This Is How We Got Here follows a close-knit family still dealing with the lingering trauma of an unexpected loss.
The Firehall will produce and present Keith Barker's This Is How We Got Here from Saturday, April 13 to Sunday, April 28.
Simultaneously heartbreaking and heartwarming, This Is How We Got Here follows a close-knit family still dealing with the lingering trauma of an unexpected loss. A mother, father, aunt, and uncle must learn how to move forward after their shared grief as they re-learn how to interact with one another through humour, forgiveness, and love.
It has been a year since Paul and Lucille's son Craig died by suicide, and their once-solid family bonds are starting to break down. While the now-separated couple tries to honour their son, Lucille's sister Liset and her husband Jim refuse to discuss their nephew. The ties that keep the four together as sisters, best friends, and spouses are strained by grief and guilt… until a visit from a fox changes everything.
“When my eye caught the cover of this newly published play in 2017, I felt compelled to read it as I had recently had a ‘fox' experience, different from this but also very meaningful,” says Firehall Arts Centre's Artistic Producer, Donna Spencer. “Once I started to read it, I knew it was a play for Firehall audiences, and I appreciated how Keith had shaped this powerful story, blending humour with grief, friendship with raw pain, and the power of the natural world.”
Keith Barker is a member of the Métis Nation of Ontario. He is a playwright, actor, and director from Northwestern Ontario. Keith is also the Director of the Foerster Bernstein New Play Development Program at the Stratford Festival, and the former Artistic Director at Native Earth Performing Arts in Toronto. He is the recipient of the Dora Mavor Moore Award and the Playwrights Guild's Carol Bolt Award for Best New Play. Keith received a Saskatchewan and Area Theatre Award for Excellence in Playwriting for his play, The Hours That Remain, as well as a Yukon Arts Award for Best Art for Social Change. He was a finalist for the Governor General's Award for English Drama for This Is How We Got Here.
With over forty years' history of weaving diverse storytelling into the fabric of Greater Vancouver, Firehall Arts Centre is where stories come alive. Through theatre, dance, music, inter-disciplinary work and the visual arts, The Firehall has embraced its mission to enrich lives and expand minds through the arts. One of the most unique cultural institutions in British Columbia, The Firehall - in more predictable times - hosts over two hundred performances per year. Located in the city-owned heritage fire station built in 1906, The Firehall's intimate black box studio theatre along with its outdoor courtyard performance area and its rehearsal studio has served to support innovative, eclectic, and often politically-charged theatre productions as well as exquisite, cutting-edge dance and music performances. The Firehall is proud to support emerging and established performing artists and companies, and strives to program work that is inclusive, culturally rich, and reflective of the many voices and perspectives in Canada.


» Assignment: Every line below that holds the string "ffffff" should be copied.

--------------------------------------------------

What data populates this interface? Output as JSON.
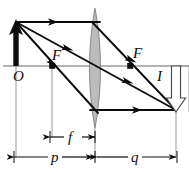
{
  "figure": {
    "type": "optics-ray-diagram",
    "background_color": "#ffffff",
    "ink_color": "#0d0d0d",
    "axis_color": "#9a9a9a",
    "guide_color": "#9a9a9a",
    "lens_fill_color": "#bcbcbc",
    "lens_stroke_color": "#8d8d8d",
    "image_arrow_fill": "#ffffff",
    "image_arrow_stroke": "#4d4d4d"
  },
  "labels": {
    "object_label": "O",
    "image_label": "I",
    "focal_left_label": "F",
    "focal_right_label": "F",
    "focal_length_label": "f",
    "object_distance_label": "p",
    "image_distance_label": "q"
  },
  "geometry": {
    "optical_axis_y": 66,
    "lens_center_x": 95,
    "lens_top_y": 8,
    "lens_bottom_y": 128,
    "lens_half_width": 10,
    "object_x": 16,
    "object_tip_y": 22,
    "object_base_y": 66,
    "image_x": 176,
    "image_tip_y": 110,
    "image_base_y": 66,
    "focal_left_x": 52,
    "focal_right_x": 130,
    "focal_dim_y": 137,
    "distance_dim_y": 157,
    "f_dim_start_x": 50,
    "f_dim_end_x": 95,
    "p_dim_start_x": 14,
    "p_dim_end_x": 93,
    "q_dim_start_x": 97,
    "q_dim_end_x": 176
  },
  "rays": [
    {
      "name": "parallel-ray",
      "description": "Ray leaving object tip parallel to axis, refracted through right focal point to image tip",
      "segments": [
        {
          "x1": 16,
          "y1": 22,
          "x2": 95,
          "y2": 22
        },
        {
          "x1": 95,
          "y1": 22,
          "x2": 176,
          "y2": 110
        }
      ],
      "arrow_positions": [
        {
          "x": 52,
          "y": 22,
          "dir": "right"
        },
        {
          "x": 132,
          "y": 62,
          "dir": "down-right"
        }
      ]
    },
    {
      "name": "center-ray",
      "description": "Ray leaving object tip through lens center, undeviated",
      "segments": [
        {
          "x1": 16,
          "y1": 22,
          "x2": 176,
          "y2": 110
        }
      ],
      "arrow_positions": [
        {
          "x": 70,
          "y": 51,
          "dir": "down-right"
        },
        {
          "x": 130,
          "y": 84,
          "dir": "down-right"
        }
      ]
    },
    {
      "name": "focal-ray",
      "description": "Ray leaving object tip through left focal point, refracted parallel to axis then to image tip",
      "segments": [
        {
          "x1": 16,
          "y1": 22,
          "x2": 95,
          "y2": 110
        },
        {
          "x1": 95,
          "y1": 110,
          "x2": 176,
          "y2": 110
        }
      ],
      "arrow_positions": [
        {
          "x": 55,
          "y": 65,
          "dir": "down-right"
        },
        {
          "x": 137,
          "y": 110,
          "dir": "right"
        }
      ]
    }
  ],
  "guides": [
    {
      "name": "object-vertical-guide",
      "x": 16,
      "y1": 66,
      "y2": 157
    },
    {
      "name": "focal-vertical-guide",
      "x": 52,
      "y1": 66,
      "y2": 137
    },
    {
      "name": "lens-vertical-guide",
      "x": 95,
      "y1": 128,
      "y2": 157
    },
    {
      "name": "image-vertical-guide",
      "x": 176,
      "y1": 66,
      "y2": 157
    },
    {
      "name": "image-top-guide",
      "x1": 176,
      "y1": 66,
      "x2": 189,
      "y2": 66
    }
  ]
}
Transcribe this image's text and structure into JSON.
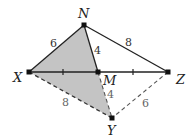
{
  "diagram": {
    "points": {
      "N": {
        "label": "N",
        "x": 84,
        "y": 25
      },
      "X": {
        "label": "X",
        "x": 29,
        "y": 72
      },
      "M": {
        "label": "M",
        "x": 98,
        "y": 72
      },
      "Z": {
        "label": "Z",
        "x": 168,
        "y": 72
      },
      "Y": {
        "label": "Y",
        "x": 112,
        "y": 118
      }
    },
    "segment_labels": {
      "XN": "6",
      "NM": "4",
      "NZ": "8",
      "XY": "8",
      "MY": "4",
      "ZY": "6"
    },
    "shaded_region": "quadrilateral X-N-M-Y",
    "colors": {
      "shade": "#c4c4c4",
      "line": "#222222",
      "dashed": "#444444"
    }
  }
}
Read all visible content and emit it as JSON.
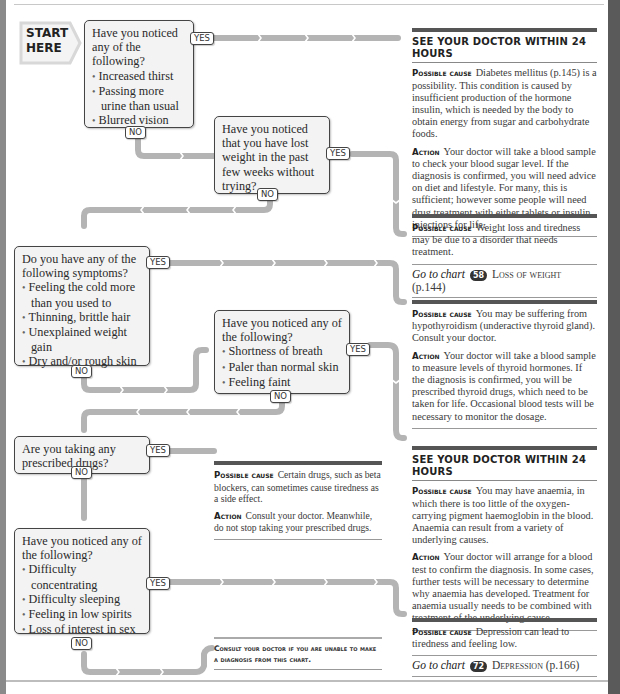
{
  "start": {
    "line1": "START",
    "line2": "HERE"
  },
  "labels": {
    "yes": "YES",
    "no": "NO"
  },
  "colors": {
    "connector": "#b4b4b4",
    "box_fill": "#f3f3f3",
    "box_border": "#444444",
    "rule_dark": "#555555"
  },
  "questions": [
    {
      "id": "q1",
      "text": "Have you noticed any of the following?",
      "items": [
        "Increased thirst",
        "Passing more urine than usual",
        "Blurred vision"
      ]
    },
    {
      "id": "q2",
      "text": "Have you noticed that you have lost weight in the past few weeks without trying?",
      "items": []
    },
    {
      "id": "q3",
      "text": "Do you have any of the following symptoms?",
      "items": [
        "Feeling the cold more than you used to",
        "Thinning, brittle hair",
        "Unexplained weight gain",
        "Dry and/or rough skin"
      ]
    },
    {
      "id": "q4",
      "text": "Have you noticed any of the following?",
      "items": [
        "Shortness of breath",
        "Paler than normal skin",
        "Feeling faint"
      ]
    },
    {
      "id": "q5",
      "text": "Are you taking any prescribed drugs?",
      "items": []
    },
    {
      "id": "q6",
      "text": "Have you noticed any of the following?",
      "items": [
        "Difficulty concentrating",
        "Difficulty sleeping",
        "Feeling in low spirits",
        "Loss of interest in sex"
      ]
    }
  ],
  "results": [
    {
      "header": "SEE YOUR DOCTOR WITHIN 24 HOURS",
      "cause_label": "Possible cause",
      "cause": "Diabetes mellitus (p.145) is a possibility. This condition is caused by insufficient production of the hormone insulin, which is needed by the body to obtain energy from sugar and carbohydrate foods.",
      "action_label": "Action",
      "action": "Your doctor will take a blood sample to check your blood sugar level. If the diagnosis is confirmed, you will need advice on diet and lifestyle. For many, this is sufficient; however some people will need drug treatment with either tablets or insulin injections for life."
    },
    {
      "cause_label": "Possible cause",
      "cause": "Weight loss and tiredness may be due to a disorder that needs treatment.",
      "goto_prefix": "Go to chart",
      "goto_number": "58",
      "goto_title": "Loss of weight",
      "goto_page": "(p.144)"
    },
    {
      "cause_label": "Possible cause",
      "cause": "You may be suffering from hypothyroidism (underactive thyroid gland). Consult your doctor.",
      "action_label": "Action",
      "action": "Your doctor will take a blood sample to measure levels of thyroid hormones. If the diagnosis is confirmed, you will be prescribed thyroid drugs, which need to be taken for life. Occasional blood tests will be necessary to monitor the dosage."
    },
    {
      "header": "SEE YOUR DOCTOR WITHIN 24 HOURS",
      "cause_label": "Possible cause",
      "cause": "You may have anaemia, in which there is too little of the oxygen-carrying pigment haemoglobin in the blood. Anaemia can result from a variety of underlying causes.",
      "action_label": "Action",
      "action": "Your doctor will arrange for a blood test to confirm the diagnosis. In some cases, further tests will be necessary to determine why anaemia has developed. Treatment for anaemia usually needs to be combined with treatment of the underlying cause."
    },
    {
      "cause_label": "Possible cause",
      "cause": "Certain drugs, such as beta blockers, can sometimes cause tiredness as a side effect.",
      "action_label": "Action",
      "action": "Consult your doctor. Meanwhile, do not stop taking your prescribed drugs."
    },
    {
      "cause_label": "Possible cause",
      "cause": "Depression can lead to tiredness and feeling low.",
      "goto_prefix": "Go to chart",
      "goto_number": "72",
      "goto_title": "Depression",
      "goto_page": "(p.166)"
    }
  ],
  "consult": {
    "text": "Consult your doctor if you are unable to make a diagnosis from this chart."
  }
}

--------------------------------------------------

» Written solution:
    "background_color": "#ffffff",
    "image_arrow_fill": "#ffffff",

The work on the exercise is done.